Saturday, June 2, 2007

Emergent-Immanence

Dennett sees people as having propositional attitudes only as a useful fiction. It is a pragmatic move to suggest that other people have subjective experience of beliefs and desires. The subject is in no way constitutive of what is really going on inside our consciousness. Instead, we cannot even really talk of a genuinely existing inner mind, subjectivity or interiority---to do so commits one to the ontological absurdity of thinking of the first-person perspective as actually truly existing. The push to naturalize and ground consciousness in a way compatible with the physical sciences is where our philosophical commitment should lie.
I want to suggest a new, or perhaps older appropriation of Husserl's talk of the first-personal. Strictly speaking, I want to construct a theory of agency that centrally treats intentionality as a focal point from which all standpoints when facing the world are related through. Heidegger said famously "we are already under way." We are borne in a world set in motion from our own point of view. There is no other way to view the world except through our subjective experience. It is within phenomenology by turning to the immanent structures revealed in intentional experience that one can begin to see what is truly constitutive of the world. My knowledge is a product only because I am conscious of the world. It is this impulse I want to articulate somehow in Husserl that reverses the push to naturalize.
When viewed scientifically, everything about our human condition becomes easily reduced to parts without taking into consideration the immanently given in subjectivity. Reasons for this are many. First, talk of subjectivity as abstracted from the concrete experience of the world is seen as an aberration and leftover from the German Idealists. Subjectivity is metaphysical aloof and an impractical concept to hold in any contemp0rary metaphysics. Husserl connects up our transcendental reflection with the immanent, that is, with the concrete presentation of the world thrust upon us by its only forceful presence. There is nothing metaphysically aloof when concrete experience is joined to the transcendental.
Looking at the problem of agency, one finds it difficult, if not impossible, to sweep away the subjective. This is my main intuition. I am against calling the use of our language referring to beliefs and desires, as well as other areas of phenomenology, as useless fictions in the Dennettian sense. Instead, we do have feelings; we do have sensations, feelings, impressions, beliefs, attitudes and faculties. To ignore how we experience ourselves as a subjectivity fundamentally is absurd.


## What to work on
Retype, exactly and only, each line from the one containing "In order to click on h5: Carolina" to the end of the records below.

## Exercise materials
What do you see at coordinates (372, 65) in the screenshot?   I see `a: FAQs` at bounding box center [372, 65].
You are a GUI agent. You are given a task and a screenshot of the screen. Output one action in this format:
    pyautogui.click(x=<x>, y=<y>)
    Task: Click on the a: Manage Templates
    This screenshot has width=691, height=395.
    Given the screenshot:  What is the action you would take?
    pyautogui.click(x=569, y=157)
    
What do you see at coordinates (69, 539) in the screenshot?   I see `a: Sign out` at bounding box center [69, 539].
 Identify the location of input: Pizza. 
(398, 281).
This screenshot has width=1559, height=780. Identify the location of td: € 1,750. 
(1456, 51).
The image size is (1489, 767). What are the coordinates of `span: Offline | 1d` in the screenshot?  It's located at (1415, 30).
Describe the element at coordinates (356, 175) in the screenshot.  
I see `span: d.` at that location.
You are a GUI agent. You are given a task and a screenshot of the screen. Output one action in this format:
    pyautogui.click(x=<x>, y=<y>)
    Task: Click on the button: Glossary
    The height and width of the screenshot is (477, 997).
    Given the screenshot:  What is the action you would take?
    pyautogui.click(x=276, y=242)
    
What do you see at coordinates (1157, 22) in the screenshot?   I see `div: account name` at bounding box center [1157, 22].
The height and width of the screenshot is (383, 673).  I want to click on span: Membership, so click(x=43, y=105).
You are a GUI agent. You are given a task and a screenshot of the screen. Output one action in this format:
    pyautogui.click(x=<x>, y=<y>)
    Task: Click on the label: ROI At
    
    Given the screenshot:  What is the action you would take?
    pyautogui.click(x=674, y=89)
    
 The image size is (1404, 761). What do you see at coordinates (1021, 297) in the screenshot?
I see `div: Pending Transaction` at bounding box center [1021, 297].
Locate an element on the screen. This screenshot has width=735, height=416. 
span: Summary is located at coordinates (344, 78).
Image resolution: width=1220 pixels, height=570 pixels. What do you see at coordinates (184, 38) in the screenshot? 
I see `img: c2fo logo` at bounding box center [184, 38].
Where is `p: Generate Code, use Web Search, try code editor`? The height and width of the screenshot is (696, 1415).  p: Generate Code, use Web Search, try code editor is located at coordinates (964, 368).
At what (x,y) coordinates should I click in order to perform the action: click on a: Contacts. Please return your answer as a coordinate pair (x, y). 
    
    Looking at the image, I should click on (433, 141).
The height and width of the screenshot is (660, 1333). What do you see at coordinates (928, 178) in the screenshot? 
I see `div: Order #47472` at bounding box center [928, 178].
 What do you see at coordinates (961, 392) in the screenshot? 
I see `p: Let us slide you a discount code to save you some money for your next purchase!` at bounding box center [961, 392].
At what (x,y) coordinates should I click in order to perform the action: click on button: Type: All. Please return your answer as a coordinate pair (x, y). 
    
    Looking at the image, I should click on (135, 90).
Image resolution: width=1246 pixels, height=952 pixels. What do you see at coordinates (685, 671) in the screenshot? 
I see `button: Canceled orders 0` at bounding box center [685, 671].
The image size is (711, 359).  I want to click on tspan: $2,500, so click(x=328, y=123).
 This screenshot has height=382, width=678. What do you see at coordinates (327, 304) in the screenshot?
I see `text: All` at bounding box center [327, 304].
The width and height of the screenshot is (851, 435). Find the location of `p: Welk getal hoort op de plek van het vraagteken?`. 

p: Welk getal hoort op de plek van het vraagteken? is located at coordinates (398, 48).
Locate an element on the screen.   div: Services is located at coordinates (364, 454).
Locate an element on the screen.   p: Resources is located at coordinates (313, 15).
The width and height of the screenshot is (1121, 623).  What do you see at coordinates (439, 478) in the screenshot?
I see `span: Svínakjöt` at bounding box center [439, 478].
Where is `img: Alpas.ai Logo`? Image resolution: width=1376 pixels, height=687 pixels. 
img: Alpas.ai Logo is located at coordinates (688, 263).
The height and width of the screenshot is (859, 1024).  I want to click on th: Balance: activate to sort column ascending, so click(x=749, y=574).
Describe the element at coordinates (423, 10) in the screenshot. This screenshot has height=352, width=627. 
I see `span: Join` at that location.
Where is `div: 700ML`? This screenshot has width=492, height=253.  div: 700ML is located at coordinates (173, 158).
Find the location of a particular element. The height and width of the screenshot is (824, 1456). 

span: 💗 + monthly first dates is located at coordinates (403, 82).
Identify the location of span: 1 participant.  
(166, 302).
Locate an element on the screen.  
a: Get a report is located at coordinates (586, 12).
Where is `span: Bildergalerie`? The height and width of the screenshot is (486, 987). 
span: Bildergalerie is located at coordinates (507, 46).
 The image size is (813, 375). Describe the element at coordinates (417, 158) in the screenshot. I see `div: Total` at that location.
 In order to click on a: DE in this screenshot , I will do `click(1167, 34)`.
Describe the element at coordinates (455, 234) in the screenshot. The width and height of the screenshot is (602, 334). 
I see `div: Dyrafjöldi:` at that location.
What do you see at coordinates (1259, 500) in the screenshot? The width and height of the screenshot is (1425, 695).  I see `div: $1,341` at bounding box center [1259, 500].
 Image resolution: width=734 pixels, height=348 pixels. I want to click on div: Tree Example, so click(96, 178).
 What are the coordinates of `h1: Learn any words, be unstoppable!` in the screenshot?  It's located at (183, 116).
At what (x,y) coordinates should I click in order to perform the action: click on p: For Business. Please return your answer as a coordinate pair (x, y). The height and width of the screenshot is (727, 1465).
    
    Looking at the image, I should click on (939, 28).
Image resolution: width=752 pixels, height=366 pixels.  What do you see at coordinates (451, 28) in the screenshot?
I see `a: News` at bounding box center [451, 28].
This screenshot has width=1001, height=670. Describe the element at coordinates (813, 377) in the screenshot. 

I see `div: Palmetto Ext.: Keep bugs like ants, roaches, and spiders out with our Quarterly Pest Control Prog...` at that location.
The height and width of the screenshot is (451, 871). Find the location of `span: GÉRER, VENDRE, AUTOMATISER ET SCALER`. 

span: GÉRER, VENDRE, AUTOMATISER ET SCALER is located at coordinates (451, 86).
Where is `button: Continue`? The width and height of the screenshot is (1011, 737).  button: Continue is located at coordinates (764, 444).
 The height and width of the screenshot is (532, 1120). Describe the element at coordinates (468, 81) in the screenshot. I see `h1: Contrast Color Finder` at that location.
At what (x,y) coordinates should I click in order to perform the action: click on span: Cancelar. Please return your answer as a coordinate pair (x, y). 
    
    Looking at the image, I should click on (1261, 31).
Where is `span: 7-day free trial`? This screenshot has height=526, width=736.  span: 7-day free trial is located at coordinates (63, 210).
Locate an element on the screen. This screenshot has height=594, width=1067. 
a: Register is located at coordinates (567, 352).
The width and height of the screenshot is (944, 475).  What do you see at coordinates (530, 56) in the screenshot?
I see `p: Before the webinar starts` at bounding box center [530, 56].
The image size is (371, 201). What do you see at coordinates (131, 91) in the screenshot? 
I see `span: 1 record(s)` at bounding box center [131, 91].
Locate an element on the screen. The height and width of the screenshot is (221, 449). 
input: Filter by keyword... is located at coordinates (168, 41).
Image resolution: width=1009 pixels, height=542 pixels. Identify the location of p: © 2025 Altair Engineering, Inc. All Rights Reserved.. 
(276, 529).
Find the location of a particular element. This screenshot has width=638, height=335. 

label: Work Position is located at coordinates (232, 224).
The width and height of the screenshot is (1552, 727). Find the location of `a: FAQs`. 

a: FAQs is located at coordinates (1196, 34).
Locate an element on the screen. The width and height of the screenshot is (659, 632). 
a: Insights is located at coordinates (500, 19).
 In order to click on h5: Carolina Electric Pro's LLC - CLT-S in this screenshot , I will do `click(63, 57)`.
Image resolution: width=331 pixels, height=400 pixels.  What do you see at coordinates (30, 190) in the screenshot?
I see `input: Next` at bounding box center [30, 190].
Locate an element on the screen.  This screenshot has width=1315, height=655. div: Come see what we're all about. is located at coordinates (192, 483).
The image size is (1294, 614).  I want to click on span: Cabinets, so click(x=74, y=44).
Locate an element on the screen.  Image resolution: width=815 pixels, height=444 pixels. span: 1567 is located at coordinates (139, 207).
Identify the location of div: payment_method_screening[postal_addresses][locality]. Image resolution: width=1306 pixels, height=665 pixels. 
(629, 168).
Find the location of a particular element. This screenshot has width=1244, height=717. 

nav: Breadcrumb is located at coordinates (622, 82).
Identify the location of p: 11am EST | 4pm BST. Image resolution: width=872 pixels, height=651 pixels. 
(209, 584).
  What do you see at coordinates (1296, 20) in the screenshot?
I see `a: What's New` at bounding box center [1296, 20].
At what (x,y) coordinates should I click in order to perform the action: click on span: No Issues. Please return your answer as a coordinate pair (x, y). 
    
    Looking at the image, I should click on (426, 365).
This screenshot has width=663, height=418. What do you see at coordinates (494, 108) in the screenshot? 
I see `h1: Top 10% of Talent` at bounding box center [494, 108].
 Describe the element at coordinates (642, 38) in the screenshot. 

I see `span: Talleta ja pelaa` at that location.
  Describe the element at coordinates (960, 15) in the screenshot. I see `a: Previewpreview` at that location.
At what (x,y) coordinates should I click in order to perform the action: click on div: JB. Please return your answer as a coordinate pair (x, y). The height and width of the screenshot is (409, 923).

## Exercise solution
 In order to click on h5: Carolina Electric Pro's LLC - CLT-S in this screenshot , I will do `click(63, 57)`.
Image resolution: width=331 pixels, height=400 pixels.  What do you see at coordinates (30, 190) in the screenshot?
I see `input: Next` at bounding box center [30, 190].
Locate an element on the screen.  This screenshot has width=1315, height=655. div: Come see what we're all about. is located at coordinates (192, 483).
The image size is (1294, 614).  I want to click on span: Cabinets, so click(x=74, y=44).
Locate an element on the screen.  Image resolution: width=815 pixels, height=444 pixels. span: 1567 is located at coordinates (139, 207).
Identify the location of div: payment_method_screening[postal_addresses][locality]. Image resolution: width=1306 pixels, height=665 pixels. 
(629, 168).
Find the location of a particular element. This screenshot has width=1244, height=717. 

nav: Breadcrumb is located at coordinates (622, 82).
Identify the location of p: 11am EST | 4pm BST. Image resolution: width=872 pixels, height=651 pixels. 
(209, 584).
  What do you see at coordinates (1296, 20) in the screenshot?
I see `a: What's New` at bounding box center [1296, 20].
At what (x,y) coordinates should I click in order to perform the action: click on span: No Issues. Please return your answer as a coordinate pair (x, y). 
    
    Looking at the image, I should click on (426, 365).
This screenshot has width=663, height=418. What do you see at coordinates (494, 108) in the screenshot? 
I see `h1: Top 10% of Talent` at bounding box center [494, 108].
 Describe the element at coordinates (642, 38) in the screenshot. 

I see `span: Talleta ja pelaa` at that location.
  Describe the element at coordinates (960, 15) in the screenshot. I see `a: Previewpreview` at that location.
At what (x,y) coordinates should I click in order to perform the action: click on div: JB. Please return your answer as a coordinate pair (x, y). The height and width of the screenshot is (409, 923).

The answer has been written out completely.